The term ‘crazy’ shouldn’t be thrown around lightly ask any woman

The crazy woman trope stretches from Plato to Plath. Perhaps the rise of the craziest man in the 21st century will force a rethink

Women are crazy. This isnt me being hysterical; its historical. The trope of the crazy woman stretches from Plato to Plath to popular culture. Women, we have been told in thousands of ways for thousands of years, are simply more emotional and more irrational than men.

Madness-as-womanness is something we were first sold by the Ancient Greeks. The problem with women, they decided, was that they had wandering wombs. So, thanks to a few wise men, half the worlds population was diagnosed with a sex-specific disorder: hysteria. As medicine progressed, the definition of hysteria evolved until it was eventually discredited. Nevertheless the idea that women were biologically wired for instability became engrained in culture. Whats more, women started actively buying into the idea. The crazy woman began taking on a crazy appeal.

There is, perhaps, no better example of this than The Bell Jar, Sylvia Plaths classic autobiographical novel about a woman driven to insanity, in part, by the constraints imposed on her by society. Published in 1963, the novel influenced generations of women, inspired a wave of female confessional writing, and continues to have an enduring appeal. Earlier this year it was announced that Kirsten Dunst is to direct a new movie adaptation.

There are many types of crazy woman, each fulfilling slightly different roles. In the taxonomy of crazy women, Plaths protagonist, Esther Greenwood, is the doomed heroine, the woman that society wants to keep as a girl. While Esther gave crazy character, a majority of crazy women are caricatures of female sexuality. Hell hath no fury like a woman scorned, and history has a lot of scorned women: Miss Havisham, the psychotic spinster in Great Expectations; the bunny boiler, made famous by Glenn Close in Fatal Attraction; the psychopathically sexual Amy Dunne in Gone Girl.

What all these characters have in common, however, is that over time they have become more than a trope; they have become a cultural norm. The crazy woman has become a kneejerk way to put women in their place and remind them that, no matter what they achieve, they are inherently flawed.

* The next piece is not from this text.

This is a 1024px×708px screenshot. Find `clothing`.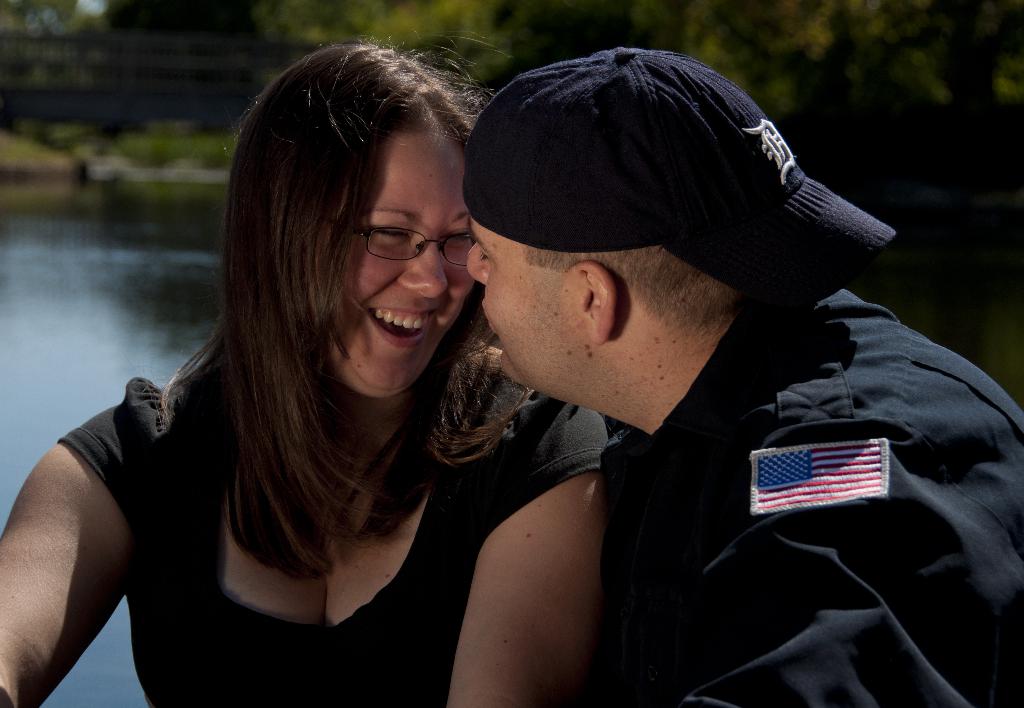
Bounding box: 585:265:1023:705.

Take Taylor Swift, for example: she is worth $250m (190m) and is one of the USs richest self-made women. Impressive, eh? However, Swift is routinely mocked by the media; painted as a clingy man-eater who races through boyfriends then enacts lyric-based revenge on her ex-lovers.

Swift could have ignored the persona the media had created for her but she chose to satirise it with her hit single Blank Space. This featured lyrics like: Got a long list of ex-lovers/Theyll tell you Im insane, and was accompanied with an over-the-top music video in which she acts out the crazy woman she is painted to be. Everybody in these tabloidy gossipy blogs thinks they have you pegged, like Taylors boy-crazy, she told Vanity Fair. Im work-crazy. Thats the thing that Im crazy about, that I dont stop thinking about.

Swift isnt the only woman to have subverted the entrenched narrative around crazy women. Indeed the TV show Crazy Ex-Girlfriend (on Netflix), tackles it head on and has become an unexpected hit. The musical-comedy features Rebecca Bunch, a high-flying but depressed New York lawyer, who quits her job and moves to California because her boyfriend from summer camp lives there. So far, so crazy woman. But the shows theme song dramatises its tension and demonstrates there is more: Shes the crazy ex-girlfriend! the chorus trills. What? No, Im not! Thats a sexist term! replies the star. The situations a lot more nuanced than that.

One person Id wager would not be able to see that nuance is Donald Trump. The presidential nominee routinely calls women crazy and reduces them to their bodily functions. In an ironic twist, however, it looks like Trump might be getting served a little taste of the crazy medicine society has been serving women up for centuries.

Is Donald Trump just plain crazy? asked the Washington Post. During the primary season, as Donald Trumps bizarre outbursts helped him crush the competition, I thought he was being crazy like a fox, the article explained. Now I am increasingly convinced that hes just plain crazy.

It wasnt just that particular journalist who gave Trump the benefit of the doubt at the start of his campaign. Initially, his eccentricities were largely explained away. Trump was a man, so he wasnt mad he was a maverick. He was crazy like a fox. Now, however, people are starting to wonder whether he is crazy like, you know, a woman.

As more people start to diagnose Trump as crazy, discussion has sprung up around the suitability of the word. Stop calling Trump crazy, urges a recent CNN article. It makes the rational argument that crazy stigmatises mental illness and equates mental illness with incompetence. Basically, it explains, crazy is not a nice term and you should be careful how you use it.

Call me crazy, but women are painfully aware of this. Perhaps the ultimate irony is that in thousands of years of dismissing crazy women, it will take one of the craziest men of the 21st century to make us rethink how weve used and abused the word.